TAMPA, Fla. — Giancarlo Stanton arrived at George M. Steinbrenner Field this week looking leaner than a year ago, moving freely through drills and talking like a man who believes his best chapter in pinstripes is still ahead of him. His manager noticed. His teammates noticed. The question is whether his elbows will cooperate.
Stanton enters his ninth season with the Yankees carrying a career that even he considers unfinished. He has 423 career home runs. He won the NL MVP in 2017. He earned ALCS MVP honors in 2024 by almost single-handedly destroying the Guardians. But there is no ring, and for Stanton, that makes the whole thing incomplete.
“The story is still being written,” Stanton said Tuesday. “But the point of being a Yankee is being a champion. There’s always going to be a stain there without that.”
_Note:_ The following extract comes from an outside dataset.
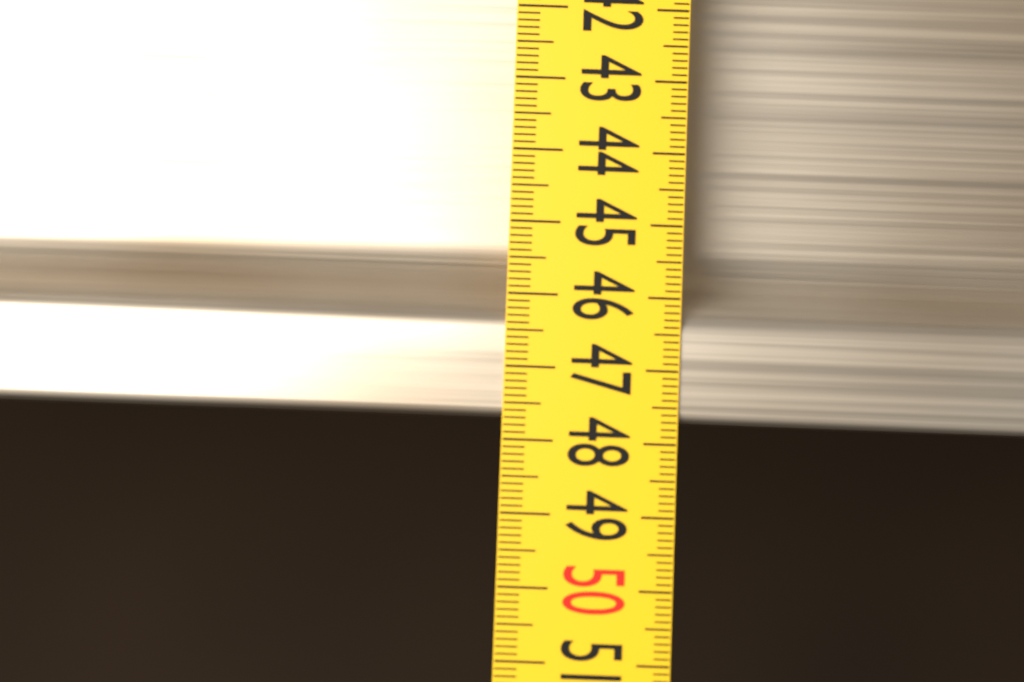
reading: 47.7 (no unit)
The championship void that defines everything
When the Yankees acquired Giancarlo Stanton from the Marlins in December 2017, the pairing with Aaron Judge was supposed to produce parades. Both sluggers were in their prime. The power was staggering. The championship felt inevitable.
Eight years later, the parade has not happened. The closest the Yankees came was the 2024 World Series against the Dodgers, a matchup that held personal meaning for Stanton. He grew up in Southern California. He fell in love with baseball as a kid in the left-field bleachers at Chavez Ravine, chasing batting practice home runs. Playing in that World Series was a full-circle moment.
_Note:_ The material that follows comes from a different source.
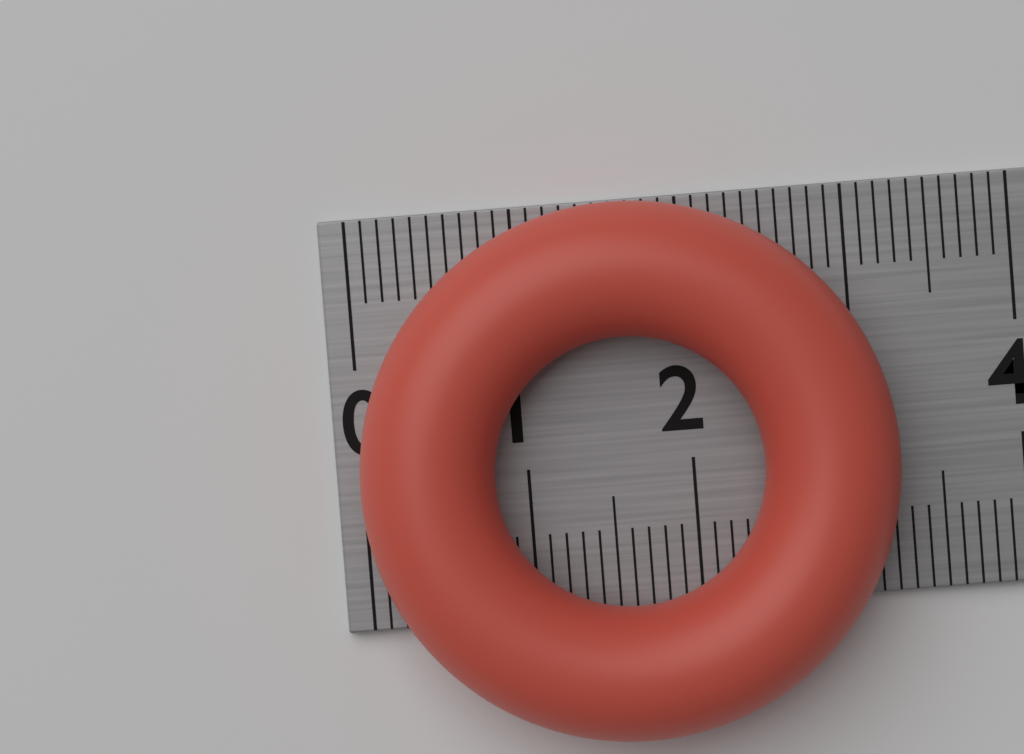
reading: 3.2 cm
The Dodgers won in five games. When the Yankees received their AL pennant rings the following spring, Stanton told his teammates not to wear them in public.
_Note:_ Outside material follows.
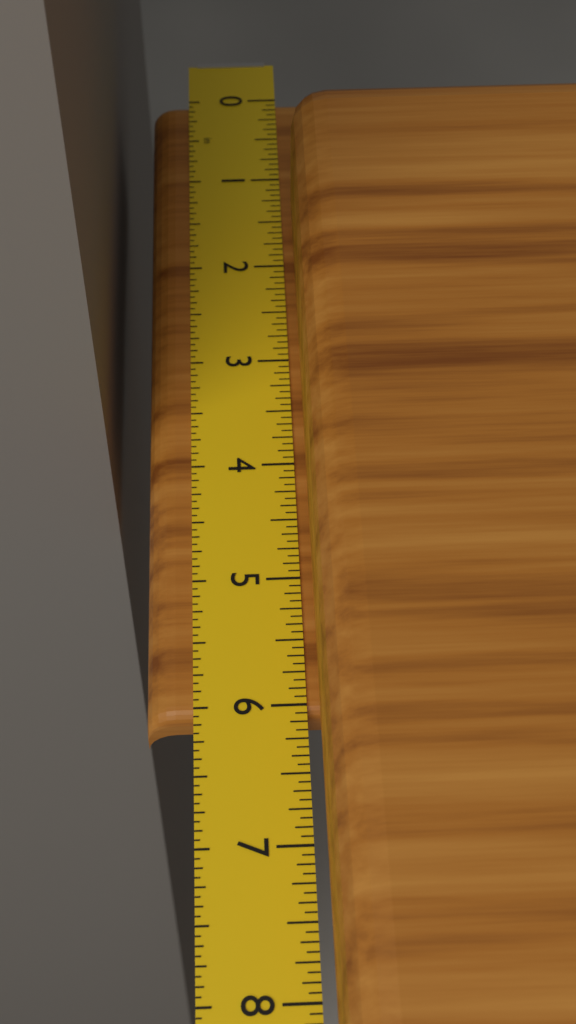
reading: 6.0625 in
“This isn’t the one we wanted,” Stanton told teammates that night.
That hunger has not faded. Stanton turns 37 in November. He knows the window is not forever.
“You’ve got to get over the hump,” Stanton said. “Obviously, the goal is the World Series. The goal is a championship, but you’ve got to do what’s in between. Not to get there, but to complete it.”
The elbow issue that will not go away
Here is the part that complicates the narrative. Stanton has been dealing with severe tennis elbow in both arms since the second half of the 2024 season. The condition forced him to miss the start of 2025 and limited him to just 77 games.
On Tuesday, Stanton was honest about the prognosis. The elbows are not healed. They will never fully heal as long as he keeps swinging a bat.
“It’s not going anywhere,” Stanton said. “It’s always going to be maintenance. But it didn’t hinder me from any work, and that’s the most important thing.”
The mixed message is hard to ignore. Stanton says the condition is permanent. He also says it did not limit his offseason training. Both things can be true, but for a player who has spent significant stretches of his Yankees tenure on the injured list, the combination creates unease.
When healthy in 2025, Stanton was extremely productive. He slashed .273/.350/.594 with 24 homers and 66 RBIs in just 249 at-bats. Extrapolated over a full season, those numbers would put him among the most dangerous hitters in the American League. The problem has always been staying on the field.
Boone sees a leaner, sharper version in camp

Manager Aaron Boone offered an encouraging assessment of what he has seen so far. He said Stanton looked noticeably leaner than last spring and was jumping into every drill without hesitation.
“He had a good winter,” Boone said. “He’s always in good shape, but he looks really good to me, really lean. He’s jumping into all the drills, ready to go right now. I feel like we’re in a good spot right now.”
Boone plans to wait about a week before getting Stanton into Grapefruit League games. Most of his playing time will come at designated hitter, though the manager did not rule out some outfield reps to keep the option open.
“He’s evolved, how he trains, how he takes care of himself,” Boone said. “In a perfect way, he’s healthy the whole way. I’ll be proactive with giving him days, just to be able to keep him healthier long term.”
The Yankees need Stanton’s bat more than ever
The Yankees won 94 games last season but bowed out in the ALDS against the Blue Jays. They brought back much of the same core. Cody Bellinger and Paul Goldschmidt were re-signed. Gerrit Cole is working his way back from Tommy John surgery. The lineup needs Stanton to be healthy and productive alongside Judge if this team is going to push past the AL’s elite.
Stanton is owed $29 million in 2026, the second-to-last year of the 13-year, $325 million contract he signed with the Marlins. The Yankees are paying for a franchise-caliber bat. They need him on the field for 130 games or more to get full value.
Stanton has not played more than 119 games in a season since 2022 and has topped 130 games just once since joining the Yankees. The talent has never been the question. Durability has always been the obstacle between what Stanton is and what the Yankees need him to be.
He knows it. So does everyone in the organization. And yet, Stanton stood in front of reporters Tuesday and made it clear that he is not ready to accept an incomplete ending.
The talent is there. The motivation is fierce. The elbows are a question that only a full season can answer.